Bernoulli's Principle

In the 1700s, a Swiss scientist named Daniel Bernoulli discovered something amazing about moving air. He found that when air moves faster, its pressure drops. When air moves slower, its pressure is higher. This principle helps explain how airplanes fly and why shower curtains blow inward.

How It Works

Imagine air flowing through a tube that gets narrow in the middle. In the narrow part, the air speeds up. Bernoulli showed that this faster-moving air has lower pressure. In the wider parts, the air is slower and has higher pressure. The pressure difference creates a force.

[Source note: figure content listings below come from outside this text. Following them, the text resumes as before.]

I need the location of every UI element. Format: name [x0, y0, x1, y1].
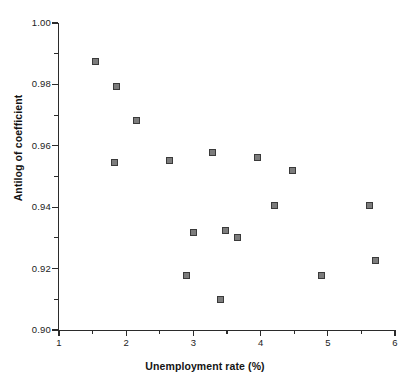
data-point-marker — [254, 154, 261, 161]
data-point-marker — [183, 272, 190, 279]
y-axis-tick-major — [52, 207, 58, 208]
y-axis-tick-label: 0.92 — [11, 263, 51, 274]
y-axis-tick-major — [52, 329, 58, 330]
data-point-marker — [217, 296, 224, 303]
y-axis-tick-major — [52, 268, 58, 269]
x-axis-tick-label: 5 — [316, 337, 340, 348]
data-point-marker — [113, 83, 120, 90]
data-point-marker — [190, 229, 197, 236]
x-axis-tick-major — [126, 330, 127, 336]
scatter-plot-figure: 1.000.980.960.940.920.90 123456 Antilog … — [0, 0, 410, 385]
x-axis-tick-major — [58, 330, 59, 336]
data-point-marker — [289, 167, 296, 174]
y-axis-tick-minor — [54, 176, 58, 177]
x-axis-tick-label: 2 — [114, 337, 138, 348]
x-axis-tick-label: 3 — [181, 337, 205, 348]
y-axis-tick-major — [52, 22, 58, 23]
data-point-marker — [222, 227, 229, 234]
y-axis-tick-label: 0.90 — [11, 324, 51, 335]
data-point-marker — [372, 257, 379, 264]
plot-area — [59, 23, 395, 330]
data-point-marker — [234, 234, 241, 241]
y-axis-title: Antilog of coefficient — [12, 58, 24, 238]
data-point-marker — [133, 117, 140, 124]
x-axis-tick-minor — [159, 330, 160, 334]
x-axis-tick-minor — [294, 330, 295, 334]
x-axis-tick-minor — [92, 330, 93, 334]
x-axis-tick-label: 4 — [249, 337, 273, 348]
y-axis-tick-major — [52, 145, 58, 146]
x-axis-tick-major — [327, 330, 328, 336]
data-point-marker — [111, 159, 118, 166]
x-axis-tick-major — [193, 330, 194, 336]
y-axis-tick-minor — [54, 115, 58, 116]
x-axis-tick-major — [394, 330, 395, 336]
x-axis-tick-major — [260, 330, 261, 336]
data-point-marker — [209, 149, 216, 156]
y-axis-tick-minor — [54, 237, 58, 238]
data-point-marker — [366, 202, 373, 209]
x-axis-tick-label: 6 — [383, 337, 407, 348]
y-axis-tick-minor — [54, 299, 58, 300]
data-point-marker — [271, 202, 278, 209]
x-axis-tick-minor — [361, 330, 362, 334]
y-axis-tick-major — [52, 84, 58, 85]
data-point-marker — [92, 58, 99, 65]
y-axis-tick-minor — [54, 53, 58, 54]
x-axis-title: Unemployment rate (%) — [0, 360, 410, 372]
data-point-marker — [318, 272, 325, 279]
x-axis-tick-minor — [226, 330, 227, 334]
data-point-marker — [166, 157, 173, 164]
y-axis-tick-label: 1.00 — [11, 17, 51, 28]
x-axis-tick-label: 1 — [47, 337, 71, 348]
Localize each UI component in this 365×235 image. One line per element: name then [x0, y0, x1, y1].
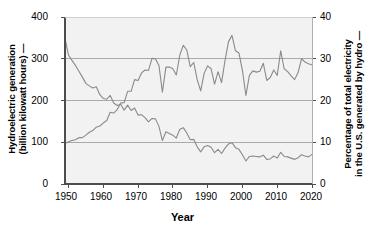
hydroelectric-generation-chart: Hydroelectric generation (billion kilowa… — [0, 0, 365, 235]
plot-area — [0, 0, 365, 235]
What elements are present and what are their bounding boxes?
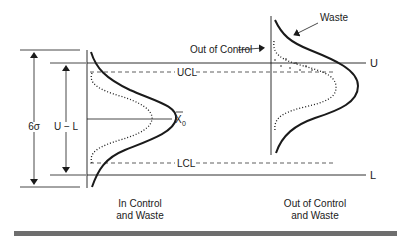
l-label: L	[370, 169, 376, 181]
bottom-rule	[14, 231, 397, 236]
six-sigma-label: 6σ	[28, 121, 41, 132]
out-of-control-annotation: Out of Control	[190, 44, 262, 55]
u-minus-l-label: U − L	[54, 121, 79, 132]
u-minus-l-dimension: U − L	[50, 63, 86, 175]
right-caption: Out of Control and Waste	[265, 198, 365, 222]
left-caption: In Control and Waste	[100, 198, 180, 222]
lcl-label: LCL	[177, 158, 196, 169]
ucl-label: UCL	[177, 67, 197, 78]
u-label: U	[370, 57, 378, 69]
six-sigma-dimension: 6σ	[20, 50, 80, 187]
svg-text:Waste: Waste	[320, 12, 348, 23]
out-of-control-points	[274, 58, 313, 71]
right-control-curve-dotted	[274, 41, 336, 130]
svg-text:0: 0	[182, 120, 186, 127]
waste-annotation: Waste	[296, 12, 348, 34]
right-process-curve-solid	[275, 20, 358, 153]
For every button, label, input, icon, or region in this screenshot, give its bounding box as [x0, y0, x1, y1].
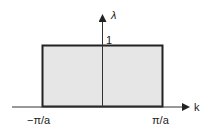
- right-boundary-label: π/a: [152, 115, 169, 126]
- height-label: 1: [106, 35, 112, 46]
- y-axis-label: λ: [111, 10, 116, 21]
- left-boundary-label: −π/a: [27, 115, 50, 126]
- x-axis-label: k: [194, 102, 200, 113]
- diagram: λ 1 k −π/a π/a: [0, 0, 210, 134]
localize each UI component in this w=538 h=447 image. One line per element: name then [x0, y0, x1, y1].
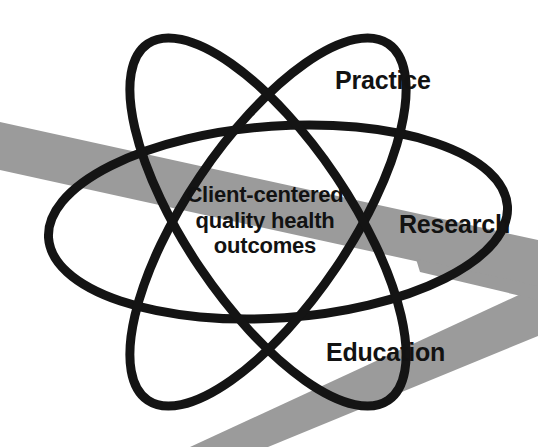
center-label: Client-centered quality health outcomes	[180, 182, 350, 259]
diagram-canvas: Practice Research Education Client-cente…	[0, 0, 538, 447]
center-label-line-2: quality health	[180, 208, 350, 234]
orbit-label-research: Research	[399, 212, 510, 237]
orbit-label-practice: Practice	[335, 68, 431, 93]
center-label-line-3: outcomes	[180, 233, 350, 259]
orbit-label-education: Education	[326, 340, 445, 365]
center-label-line-1: Client-centered	[180, 182, 350, 208]
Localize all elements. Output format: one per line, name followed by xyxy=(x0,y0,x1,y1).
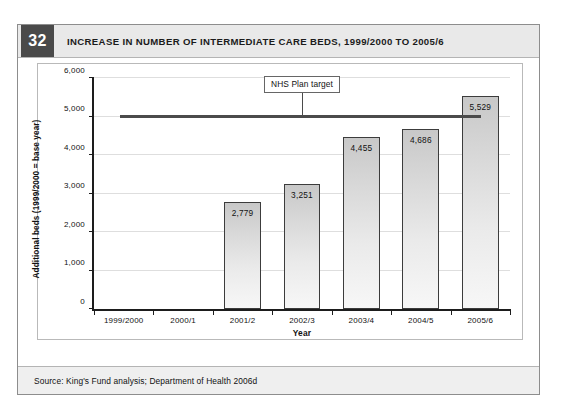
y-tick-mark xyxy=(89,270,94,271)
y-tick-mark xyxy=(89,231,94,232)
y-tick-mark xyxy=(89,154,94,155)
x-tick-label: 1999/2000 xyxy=(104,316,144,325)
source-bar: Source: King's Fund analysis; Department… xyxy=(18,366,539,394)
y-tick-label: 1,000 xyxy=(64,258,85,267)
y-tick-label: 0 xyxy=(80,296,85,305)
x-tick-label: 2003/4 xyxy=(349,316,375,325)
chart-plot-panel: Additional beds (1999/2000 = base year) … xyxy=(37,63,523,340)
x-tick-mark xyxy=(272,309,273,315)
figure-title: INCREASE IN NUMBER OF INTERMEDIATE CARE … xyxy=(67,36,444,47)
figure-card: 32 INCREASE IN NUMBER OF INTERMEDIATE CA… xyxy=(17,24,540,395)
y-tick-mark xyxy=(89,193,94,194)
x-axis-title: Year xyxy=(94,328,510,338)
x-tick-label: 2002/3 xyxy=(289,316,315,325)
y-tick-mark xyxy=(89,77,94,78)
bar: 3,251 xyxy=(284,184,321,309)
x-tick-mark xyxy=(213,309,214,315)
chart-plot-area: 01,0002,0003,0004,0005,0006,000 1999/200… xyxy=(92,78,510,311)
bar-value-label: 2,779 xyxy=(225,208,260,218)
x-tick-label: 2004/5 xyxy=(408,316,434,325)
bar: 4,686 xyxy=(402,129,439,309)
gridline xyxy=(94,154,510,155)
source-text: Source: King's Fund analysis; Department… xyxy=(34,376,257,386)
nhs-plan-target-label: NHS Plan target xyxy=(264,76,340,93)
x-tick-label: 2005/6 xyxy=(467,316,493,325)
x-tick-mark xyxy=(153,309,154,315)
y-tick-label: 6,000 xyxy=(64,65,85,74)
bar: 4,455 xyxy=(343,137,380,309)
y-tick-label: 2,000 xyxy=(64,219,85,228)
y-tick-label: 5,000 xyxy=(64,104,85,113)
nhs-plan-target-line xyxy=(120,115,481,118)
figure-header: 32 INCREASE IN NUMBER OF INTERMEDIATE CA… xyxy=(18,25,539,58)
bar: 5,529 xyxy=(462,96,499,309)
bar-value-label: 3,251 xyxy=(285,190,320,200)
figure-number-badge: 32 xyxy=(21,25,54,57)
bar: 2,779 xyxy=(224,202,261,309)
x-tick-label: 2000/1 xyxy=(170,316,196,325)
x-tick-mark xyxy=(94,309,95,315)
y-axis-title: Additional beds (1999/2000 = base year) xyxy=(32,81,46,317)
x-tick-mark xyxy=(332,309,333,315)
x-tick-mark xyxy=(510,309,511,315)
bar-value-label: 4,455 xyxy=(344,143,379,153)
bar-value-label: 5,529 xyxy=(463,102,498,112)
y-tick-mark xyxy=(89,116,94,117)
bar-value-label: 4,686 xyxy=(403,135,438,145)
x-tick-mark xyxy=(451,309,452,315)
y-tick-label: 4,000 xyxy=(64,142,85,151)
x-tick-label: 2001/2 xyxy=(230,316,256,325)
nhs-plan-target-leader-line xyxy=(302,91,303,117)
y-tick-label: 3,000 xyxy=(64,181,85,190)
x-tick-mark xyxy=(391,309,392,315)
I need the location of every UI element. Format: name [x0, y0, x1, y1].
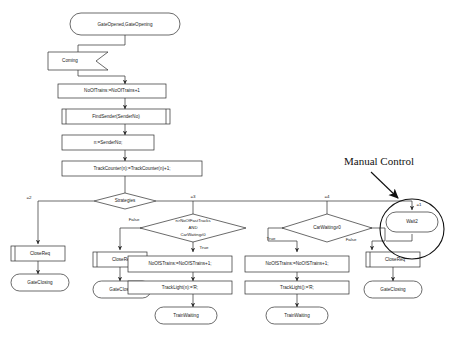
edge-label-fasttracks-false: False [129, 217, 140, 222]
node-decision-strategies-label: Strategies [115, 198, 136, 203]
edge-start-to-coming [78, 35, 125, 52]
edge-coming-to-trains [78, 70, 125, 84]
node-task-noOfSTrains-2[interactable]: NoOfSTrains:=NoOfSTrains+1; [245, 256, 349, 272]
node-task-trackLight-2-label: TrackLight():='R; [280, 285, 314, 290]
flowchart-svg: GateOpened,GateOpening Coming NoOfTrains… [0, 0, 449, 349]
edge-fasttracks-false [120, 228, 149, 250]
node-task-trackLight-2[interactable]: TrackLight():='R; [245, 281, 349, 294]
node-output-closereq-1[interactable]: CloseReq [11, 246, 65, 261]
node-task-noOfSTrains-1-label: NoOfSTrains:=NoOfSTrains+1; [148, 261, 211, 266]
node-start-state[interactable]: GateOpened,GateOpening [70, 13, 180, 35]
node-state-wait2-label: Wait2 [406, 219, 418, 224]
node-decision-fasttracks[interactable]: n>NoOfFastTracks AND CarWaiting≠0 [140, 214, 246, 242]
edge-label-strategies-eq4: =4 [324, 194, 330, 199]
node-task-trackCounter[interactable]: TrackCounter(n):=TrackCounter(n)+1; [62, 161, 202, 176]
node-state-trainwaiting-1-label: TrainWaiting [173, 313, 199, 318]
node-task-trackLight-1[interactable]: TrackLight(n):='R; [128, 281, 232, 294]
edge-wait2-down [386, 234, 412, 241]
edge-strategies-eq3 [156, 201, 193, 214]
node-state-trainwaiting-1[interactable]: TrainWaiting [155, 307, 217, 324]
node-task-noOfTrains[interactable]: NoOfTrains:=NoOfTrains+1 [58, 84, 166, 98]
node-input-coming[interactable]: Coming [48, 52, 108, 70]
node-decision-fasttracks-label-3: CarWaiting≠0 [180, 232, 206, 237]
node-decision-strategies[interactable]: Strategies [94, 193, 156, 209]
node-procedure-findSender-label: FindSender(SenderNo) [92, 114, 140, 119]
node-procedure-findSender[interactable]: FindSender(SenderNo) [62, 109, 170, 124]
node-state-gateclosing-1-label: GateClosing [27, 280, 53, 285]
node-state-trainwaiting-2-label: TrainWaiting [284, 313, 310, 318]
node-state-trainwaiting-2[interactable]: TrainWaiting [266, 307, 328, 324]
node-task-noOfSTrains-2-label: NoOfSTrains:=NoOfSTrains+1; [265, 261, 328, 266]
node-task-trackLight-1-label: TrackLight(n):='R; [162, 285, 198, 290]
edge-strategies-eq2 [38, 201, 94, 244]
annotation-manual-control-label: Manual Control [344, 155, 414, 167]
node-input-coming-label: Coming [62, 58, 78, 63]
node-state-gateclosing-3-label: GateClosing [380, 287, 406, 292]
node-decision-fasttracks-label-2: AND [189, 225, 198, 230]
node-state-gateclosing-3[interactable]: GateClosing [364, 281, 422, 298]
node-task-noOfSTrains-1[interactable]: NoOfSTrains:=NoOfSTrains+1; [128, 256, 232, 272]
annotation-arrow [371, 172, 398, 198]
edge-label-strategies-eq1: =1 [416, 202, 422, 207]
edge-strategies-eq1 [327, 201, 412, 210]
node-decision-fasttracks-label-1: n>NoOfFastTracks [175, 218, 210, 223]
edge-label-carwaiting-true: True [267, 236, 276, 241]
node-decision-carwaiting[interactable]: CarWaiting≠0 [282, 214, 372, 242]
node-output-closereq-1-label: CloseReq [30, 251, 51, 256]
node-state-wait2[interactable]: Wait2 [386, 212, 438, 232]
node-state-gateclosing-1[interactable]: GateClosing [11, 274, 69, 291]
node-task-n-assign-label: n:=SenderNo; [94, 140, 122, 145]
edge-label-carwaiting-false: False [346, 237, 357, 242]
edge-label-fasttracks-true: True [200, 245, 209, 250]
node-task-noOfTrains-label: NoOfTrains:=NoOfTrains+1 [84, 88, 140, 93]
annotation-manual-control: Manual Control [344, 155, 444, 259]
diagram-canvas: GateOpened,GateOpening Coming NoOfTrains… [0, 0, 449, 349]
edge-strategies-eq4 [193, 201, 327, 214]
node-task-trackCounter-label: TrackCounter(n):=TrackCounter(n)+1; [93, 166, 170, 171]
node-task-n-assign[interactable]: n:=SenderNo; [62, 135, 154, 150]
edge-label-strategies-eq2: =2 [26, 195, 32, 200]
node-decision-carwaiting-label: CarWaiting≠0 [313, 225, 341, 230]
node-start-state-label: GateOpened,GateOpening [98, 22, 153, 27]
edge-label-strategies-eq3: =3 [190, 194, 196, 199]
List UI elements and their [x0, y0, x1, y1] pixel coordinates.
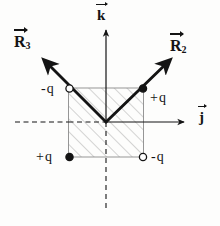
- vector-R2-symbol: R: [170, 38, 182, 54]
- charge-marker-top-left-open: [66, 85, 73, 92]
- axis-k-symbol: k: [97, 8, 105, 23]
- charge-label-top-left: -q: [41, 82, 55, 96]
- vector-label-R3: R3: [14, 34, 31, 51]
- axis-label-j: j: [199, 110, 204, 125]
- vector-R3-symbol: R: [14, 34, 26, 50]
- charge-marker-bottom-right-open: [139, 153, 146, 160]
- charge-marker-top-right-filled: [139, 85, 146, 92]
- charge-marker-bottom-left-filled: [66, 153, 73, 160]
- physics-diagram-figure: R3 R2 k j -q +q +q -q: [0, 0, 220, 226]
- charge-label-bottom-left: +q: [36, 150, 53, 164]
- vector-label-R2: R2: [170, 38, 187, 55]
- vector-R3-subscript: 3: [26, 40, 31, 51]
- charge-label-top-right: +q: [150, 91, 167, 105]
- axis-j-symbol: j: [199, 110, 204, 125]
- diagram-canvas: [0, 0, 220, 226]
- axis-label-k: k: [97, 8, 105, 23]
- charge-label-bottom-right: -q: [151, 150, 165, 164]
- vector-R2-subscript: 2: [182, 44, 187, 55]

Bernoulli's Principle in Action

Airplane wings are curved on top and flatter on the bottom. Air moves faster over the curved top, creating lower pressure above the wing. Higher pressure below the wing pushes it up, creating lift. This principle also explains why a shower curtain blows inward and why a spinning baseball curves.

Fun Facts

  • You can demonstrate Bernoulli's Principle by blowing between two sheets of paper. They move together instead of apart.
  • Race cars use upside-down wings called spoilers that push the car down for better grip.
  • Prairie dogs use Bernoulli's Principle. They build mounds at tunnel entrances to create airflow through their burrows.

Did You Know?

A curveball in baseball works because of Bernoulli's Principle. The spinning ball makes air move faster on one side, creating lower pressure. The ball curves toward the lower-pressure side!